4)- D — Resembling something like fatback, or chewy bacon fat, or even hardened lard, salo is considered a delicacy that is central to Ukrainian culinary identity. Sliced thin and placed on rye bread, salo can serve as bar snack or simply a garnish for a big bowl of borscht (which some Ukrainians also claim as their own, much to Russians’ ire).

 5)- C— In the 2004 vote, Mr. Yanukovych, who hails from Russian-speaking districts of eastern Ukraine, faced off against Viktor Yushchenko, a former central bank chairman and prime minister. Yanukovych was seen as being much more willing to do Russia’s bidding, but the disputed outcome of the vote in October of that year, brought tens of thousands of Mr. Yushchenko’s supporters into the streets of Kiev in what came to be known as the Orange Revolution. Ultimately, Yushchenko defeated Yanukovych in a court-ordered run-off vote. Yushchenko later proved to a huge disappointment for Ukrainians, and viewed as an feckless, uncharismatic leader, he garnered a paltry number of votes in 2010.

6)- A — The suspicious illness that hospitalized Yushchenko and nearly killed him.

 7)- D — Vladimir’s envoys, who traveled widely and met with representatives of these religions, were overwhelmed by the architecture of Constantinople (the city today is known as Istanbul), as well as the ornate liturgy of Orthodox rites. Much of this account comes from Nestor, a Christian monk who labored in Kiev’s famed Monastery of the Caves, and wrote the “Primary Chronicle,” an essential account of the earliest centuries of the Rus empire. According to Nestor, Vladimir also saw benefits in adopting Christianity for political purposes, and after converting, he married the sister of the Byzantine emperor Basil II.
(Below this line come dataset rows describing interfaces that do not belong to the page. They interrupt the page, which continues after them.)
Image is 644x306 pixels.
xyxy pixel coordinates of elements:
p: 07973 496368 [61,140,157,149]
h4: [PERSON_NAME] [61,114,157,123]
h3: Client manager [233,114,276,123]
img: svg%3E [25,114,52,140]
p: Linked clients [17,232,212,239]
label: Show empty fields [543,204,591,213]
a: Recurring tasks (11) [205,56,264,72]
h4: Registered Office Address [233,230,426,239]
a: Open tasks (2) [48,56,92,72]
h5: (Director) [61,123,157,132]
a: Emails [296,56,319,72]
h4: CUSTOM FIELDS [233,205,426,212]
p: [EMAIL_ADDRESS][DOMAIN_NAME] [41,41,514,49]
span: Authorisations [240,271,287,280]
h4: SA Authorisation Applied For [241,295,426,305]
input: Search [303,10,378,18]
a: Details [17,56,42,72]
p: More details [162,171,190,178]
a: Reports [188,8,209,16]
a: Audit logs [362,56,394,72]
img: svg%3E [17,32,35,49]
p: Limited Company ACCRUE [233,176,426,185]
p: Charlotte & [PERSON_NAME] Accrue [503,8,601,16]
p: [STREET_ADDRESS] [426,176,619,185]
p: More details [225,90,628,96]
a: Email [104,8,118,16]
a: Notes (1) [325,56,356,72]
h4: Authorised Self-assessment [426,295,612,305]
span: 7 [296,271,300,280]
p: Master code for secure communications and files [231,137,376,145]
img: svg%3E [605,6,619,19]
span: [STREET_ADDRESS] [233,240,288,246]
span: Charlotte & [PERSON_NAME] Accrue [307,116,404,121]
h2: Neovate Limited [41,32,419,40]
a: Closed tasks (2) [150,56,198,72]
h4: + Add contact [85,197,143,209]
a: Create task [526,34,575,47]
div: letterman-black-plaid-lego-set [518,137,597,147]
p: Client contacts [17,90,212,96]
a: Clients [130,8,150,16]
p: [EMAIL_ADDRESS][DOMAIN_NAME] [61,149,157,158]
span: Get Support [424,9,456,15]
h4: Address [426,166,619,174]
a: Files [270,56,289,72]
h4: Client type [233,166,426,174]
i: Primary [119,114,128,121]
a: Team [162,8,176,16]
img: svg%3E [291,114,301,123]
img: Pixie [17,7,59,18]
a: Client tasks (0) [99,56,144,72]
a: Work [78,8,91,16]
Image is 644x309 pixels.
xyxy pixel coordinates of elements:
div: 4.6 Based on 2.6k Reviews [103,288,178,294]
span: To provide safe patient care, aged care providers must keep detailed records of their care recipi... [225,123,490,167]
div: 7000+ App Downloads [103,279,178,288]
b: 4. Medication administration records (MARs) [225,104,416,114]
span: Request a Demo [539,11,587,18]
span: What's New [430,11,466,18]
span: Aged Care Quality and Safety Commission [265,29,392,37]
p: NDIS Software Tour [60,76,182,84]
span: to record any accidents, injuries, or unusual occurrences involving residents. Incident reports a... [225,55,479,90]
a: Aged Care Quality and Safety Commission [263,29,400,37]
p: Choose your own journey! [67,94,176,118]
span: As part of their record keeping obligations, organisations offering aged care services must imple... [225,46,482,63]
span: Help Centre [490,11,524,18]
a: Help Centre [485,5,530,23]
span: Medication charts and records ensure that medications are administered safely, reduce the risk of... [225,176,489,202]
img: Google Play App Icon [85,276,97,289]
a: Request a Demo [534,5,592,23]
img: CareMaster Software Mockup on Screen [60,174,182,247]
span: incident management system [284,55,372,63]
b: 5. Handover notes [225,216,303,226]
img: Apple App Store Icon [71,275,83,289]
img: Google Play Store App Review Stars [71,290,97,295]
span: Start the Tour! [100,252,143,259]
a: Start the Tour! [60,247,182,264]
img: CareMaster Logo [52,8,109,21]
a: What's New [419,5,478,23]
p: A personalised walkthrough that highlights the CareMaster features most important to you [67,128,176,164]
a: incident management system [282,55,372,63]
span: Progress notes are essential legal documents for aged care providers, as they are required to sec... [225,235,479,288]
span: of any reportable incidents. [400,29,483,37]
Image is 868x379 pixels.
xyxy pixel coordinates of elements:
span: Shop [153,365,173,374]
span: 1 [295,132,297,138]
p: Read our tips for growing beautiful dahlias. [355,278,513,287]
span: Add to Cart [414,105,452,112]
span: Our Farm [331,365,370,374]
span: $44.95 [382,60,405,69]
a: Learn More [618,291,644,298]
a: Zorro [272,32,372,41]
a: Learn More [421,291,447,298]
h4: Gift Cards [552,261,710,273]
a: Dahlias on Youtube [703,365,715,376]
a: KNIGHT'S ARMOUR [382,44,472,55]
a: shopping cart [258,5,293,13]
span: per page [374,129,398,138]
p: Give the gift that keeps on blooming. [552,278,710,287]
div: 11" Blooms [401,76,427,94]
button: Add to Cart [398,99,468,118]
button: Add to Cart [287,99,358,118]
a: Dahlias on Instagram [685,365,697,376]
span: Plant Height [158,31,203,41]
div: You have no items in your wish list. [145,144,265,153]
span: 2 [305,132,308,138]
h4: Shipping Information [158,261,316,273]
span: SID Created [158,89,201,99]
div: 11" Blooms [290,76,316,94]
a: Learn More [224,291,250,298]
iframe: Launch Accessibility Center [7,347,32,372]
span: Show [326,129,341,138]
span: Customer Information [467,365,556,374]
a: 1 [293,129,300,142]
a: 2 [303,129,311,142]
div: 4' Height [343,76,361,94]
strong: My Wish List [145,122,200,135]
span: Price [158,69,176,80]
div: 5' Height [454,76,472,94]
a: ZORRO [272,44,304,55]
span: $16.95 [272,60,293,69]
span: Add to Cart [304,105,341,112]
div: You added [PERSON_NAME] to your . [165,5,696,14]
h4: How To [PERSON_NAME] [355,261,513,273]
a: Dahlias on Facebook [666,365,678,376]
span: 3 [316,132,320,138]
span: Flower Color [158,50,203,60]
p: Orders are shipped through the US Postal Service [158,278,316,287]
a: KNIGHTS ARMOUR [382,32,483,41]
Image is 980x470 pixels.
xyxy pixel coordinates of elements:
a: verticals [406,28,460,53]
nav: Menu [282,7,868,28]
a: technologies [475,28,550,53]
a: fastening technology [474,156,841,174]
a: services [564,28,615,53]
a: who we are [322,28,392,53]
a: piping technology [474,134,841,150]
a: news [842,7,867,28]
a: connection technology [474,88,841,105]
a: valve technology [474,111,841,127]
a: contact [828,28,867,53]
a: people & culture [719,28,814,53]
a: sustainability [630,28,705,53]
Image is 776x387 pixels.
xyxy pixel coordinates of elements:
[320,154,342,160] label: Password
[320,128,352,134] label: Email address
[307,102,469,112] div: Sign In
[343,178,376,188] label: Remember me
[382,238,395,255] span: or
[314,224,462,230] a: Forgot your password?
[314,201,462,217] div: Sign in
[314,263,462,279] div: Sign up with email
 8)- D — Ukraine’s vast network of gas pipelines are a relic of the Soviet industrial planning, to channel Soviet gas to Europe. That continues to be the case, giving Ukraine substantial bargaining power with Russia when it comes to lucrative gas sales to Europe. The 2006 spat was prompted by, among other things, disputes over transit prices and the price Ukraine pays for Russian gas for its own needs. The result was Russia shut off gas to Ukraine, leaving it and some European countries cold and dark in the middle of the winter. The cutoff served as a major wakeup call for Russia, which has built one pipeline, Nord Stream, to circumvent Ukraine and ship gas directly to Germany. It also spooked the European Union which has sought to diversify its gas imports, an effort that continued with only sputtering success.

 9)- B — The Crimean War of 1853-56 pitted the Russian armies of Catherine The Great, against an alliance made up of France, Britain, the Ottomans and Sardinia. In 1854, a unit of British light cavalry was ordered, mistakenly, to stage a frontal attack on a Russian artillery battery and was decimated. The British poet Alfred, Lord Tennyson, was inspired by accounts of the massacre to write “The Charge of the Light Brigade.”

 10)- D — The Mongol armies of Genghis Khan and his successors were arguably the greatest military force the world had seen, sweeping out of the grassy steppes of Central Asia and western China to conquer cities and kingdoms across eastern Europe, the Middle East, South Asia, and elsewhere. The splintered tiny principalities along the Volga, Don, Dniepr, and other rivers bore the brunt of the Mongol invasions. After conquering Moscow, Vladimir-Suzdal, and other principalities, forces under the Mongol general Batu Khan in November 1240 overran Kiev, plundering the city and massacring most of its inhabitants. The victory served as a stepping stone to the invasion of Central Europe.